Dr. Gabrillo was not only a participant but one of the official panelists, bringing to the table her long experience in development communication, agricultural communication, rural development, and work with farming and coastal communities in Eastern Visayas.
Her voice offered a viewpoint rooted in real experiences of Filipino smallholders, youth groups, and households vulnerable to disasters and climate impacts. These are perspectives often underrepresented in global fora.
This time, she also made history as the sole Filipino co-author of a newly launched publication called Global Food Systems & SDGs Report 2025: A Systematic Stocktake of Food System Issues and Solutions.
The 2025 report, released at the forum, reflects contributions from experts across 115 countries.
Central to the report is a new analytical framework called “Five Food Needs.” According to the report, these are basic sustenance, dietary diversity, food safety, healthy longevity, and sustainable supply.
Dr. Gabrillo’s sections emphasize the role of food cultures, communication, and human behavior especially in archipelagic regions like the Philippines. She draws attention to how cultural identity shapes perceptions around nutrition and food safety, and how governance must consider local realities.

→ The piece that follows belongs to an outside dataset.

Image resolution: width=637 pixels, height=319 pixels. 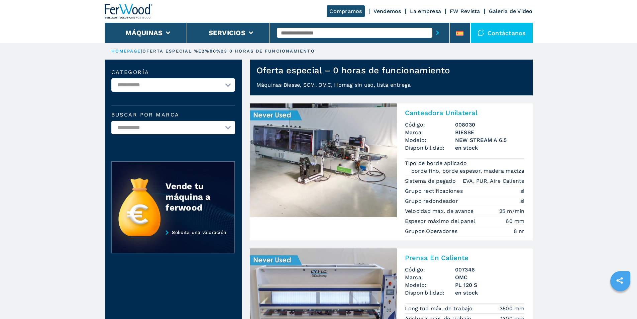 What do you see at coordinates (173, 115) in the screenshot?
I see `label: Buscar por marca` at bounding box center [173, 115].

In particular, she shed light on challenges in areas like Eastern Visayas where rural communities, farmers, coastal households, and disaster-vulnerable populations face unique food access and supply constraints.
“It is an honor to represent VSU and VSU-DevCom in a global space that shapes how the world thinks about food. I’m grateful for the chance to bring stories and realities from Eastern Visayas to discussions often led by bigger economies. Our communities deserve to be heard,” she said.
With Dr. Gabrillo’s participation and contribution, VSU now has a direct bridge to global food-system research and discussions. Given her background, her involvement promises potential research collaborations, new program development, and more attention to the food-system realities in the Philippines.
Her presence in the World Shiology Forum and as co-author in a global report symbolically opens a new chapter not only for her career, but for VSU’s role in global food-system discourse.
This article is aligned with the Sustainable Development Goal (SDG) 2: Zero Hunger; SDG 3: Good Health and Well-being; SDG 4: Quality Education; SDG 12: Responsible Consumption and Production; SDG 13: Climate Action, and; SDG 17: Partnership for the Goals.